Senior Afghan officials have been fired upon while visiting villages where a US soldier reportedly killed 16 civilians. One soldier from the delegation’s security unit was killed while another soldier and a military prosecutor were wounded.
"There was an armed attack on them from a distance, and the firing continued for about 10 minutes," a local reporter told Agence France-Presse.The delegation, which included two of President Hamid Karzai's brothers and other senior officials, was in a mosque where a memorial service for victims of the US soldier's attack was underway when the shooting started. One Afghan soldier was immediately killed, the Associated Press reports."We were giving them our condolences, then we heard two very, very light shots,'' said one of the president's brothers, Qayum Karzai. "Then we assumed that it was the national army that started to fire in the air."The attackers were armed with machine guns and assault rifles, and were riding motorcycles, local police say. “The security forces repelled the attack and are chasing the insurgents,” said Adubl Rahim Ayobi, a member of Parliament from the province, as cited by the New York Times.The dignitaries left the area, some heading back to Kandahar, while others remained to continue an investigation into Sunday's shootings.Taliban spokesman Qari Yousef Ahmadi claimed responsibility for the attack on the delegation. On Sunday, the Taliban vowed to take revenge on those “defenseless Afghanis” killed in the two villages in Panjwai district on Sunday. The group reiterated that threat on Tuesday.
“Death to America – Death to Obama” – Afghani protesters
The killings have caused outrage all across Afghanistan with hundreds of students taking part in the first significant protest against the killings in the eastern city of Jalalabad on Tuesday. The mob blocked a highway leading to the capital Kabul. About 400 students chanted anti-American slogans and demanded a public trial for the shooter.They also burned an effigy of US President Barack Obama and shouted “Death to America – Death to Obama.” Some carried aggressive banners, one of them saying "Jihad (holy war) is the only way to get the invading Americans out of Afghanistan," AFP news agency reports. The protest follows a call by Afghanistan’s parliament to publicly try the shooter. American Secretary of Defense Leon Panetta announced on Monday that the soldier might face the death penalty if convicted. He added that the man will be tried under US military law. This comes as the first demonstration after the bloody rampage on Sunday, when at least one US soldier, reportedly drunk, killed 16 Afghani villagers, including nine children. Witnesses said several US soldiers were involved and reported the shocking details of the atrocity. The US embassy warned the protests following the recent killings may spread and become violent, just like demonstrations after several copies of the Koran were burned on a military base last month. That time 40 people were killed in violent protests. The Kandahar Governor held talks with villagers, trying to explain the suspected US soldier was insane. But people accuse officials of defending the Americans instead of the Afghan people. NATO and US officials say they are sorry about the incident, but note the shooting must not derail the military mission in Afghanistan and would not affect the withdrawal of US troops by the end of 2014.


- Exercise requirements: Print out each entry below exactly; do not carry over any image.

- Opening Delimiter -

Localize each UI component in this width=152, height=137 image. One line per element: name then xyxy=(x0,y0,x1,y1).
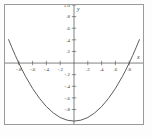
x-tick-label: -.2 xyxy=(57,67,63,72)
x-axis-label: x xyxy=(137,54,140,60)
x-tick-label: .2 xyxy=(86,67,90,72)
plot-frame: -.8-.6-.4-.2.2.4.6.8-.8-.6-.4-.2.2.4.6.8… xyxy=(4,4,144,125)
x-tick-label: -.6 xyxy=(30,67,36,72)
y-tick-label: 1.0 xyxy=(64,5,71,8)
parabola-plot: -.8-.6-.4-.2.2.4.6.8-.8-.6-.4-.2.2.4.6.8… xyxy=(5,5,143,124)
y-tick-label: .4 xyxy=(66,38,70,43)
y-tick-label: -.2 xyxy=(65,72,71,77)
y-tick-label: -.8 xyxy=(65,107,71,112)
x-tick-label: -.4 xyxy=(44,67,50,72)
x-tick-label: .4 xyxy=(100,67,104,72)
figure-container: -.8-.6-.4-.2.2.4.6.8-.8-.6-.4-.2.2.4.6.8… xyxy=(0,0,152,137)
y-axis-label: y xyxy=(77,6,80,12)
y-tick-label: .2 xyxy=(66,49,70,54)
x-tick-label: -.8 xyxy=(16,67,22,72)
y-tick-label: -.6 xyxy=(65,96,71,101)
y-tick-label: -.4 xyxy=(65,84,71,89)
y-tick-label: .6 xyxy=(66,26,70,31)
x-tick-label: .6 xyxy=(114,67,118,72)
y-tick-label: .8 xyxy=(66,14,70,19)
x-tick-label: .8 xyxy=(127,67,131,72)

- Closing Delimiter -

- Exercise solution:
Localize each UI component in this width=152, height=137 image. One line per element: name then xyxy=(x0,y0,x1,y1).
x-tick-label: -.2 xyxy=(57,67,63,72)
x-axis-label: x xyxy=(137,54,140,60)
x-tick-label: .2 xyxy=(86,67,90,72)
plot-frame: -.8-.6-.4-.2.2.4.6.8-.8-.6-.4-.2.2.4.6.8… xyxy=(4,4,144,125)
x-tick-label: -.6 xyxy=(30,67,36,72)
y-tick-label: 1.0 xyxy=(64,5,71,8)
parabola-plot: -.8-.6-.4-.2.2.4.6.8-.8-.6-.4-.2.2.4.6.8… xyxy=(5,5,143,124)
y-tick-label: .4 xyxy=(66,38,70,43)
y-tick-label: -.2 xyxy=(65,72,71,77)
y-tick-label: -.8 xyxy=(65,107,71,112)
x-tick-label: -.4 xyxy=(44,67,50,72)
x-tick-label: .4 xyxy=(100,67,104,72)
figure-container: -.8-.6-.4-.2.2.4.6.8-.8-.6-.4-.2.2.4.6.8… xyxy=(0,0,152,137)
y-axis-label: y xyxy=(77,6,80,12)
y-tick-label: .2 xyxy=(66,49,70,54)
x-tick-label: -.8 xyxy=(16,67,22,72)
y-tick-label: -.6 xyxy=(65,96,71,101)
y-tick-label: -.4 xyxy=(65,84,71,89)
y-tick-label: .6 xyxy=(66,26,70,31)
x-tick-label: .6 xyxy=(114,67,118,72)
y-tick-label: .8 xyxy=(66,14,70,19)
x-tick-label: .8 xyxy=(127,67,131,72)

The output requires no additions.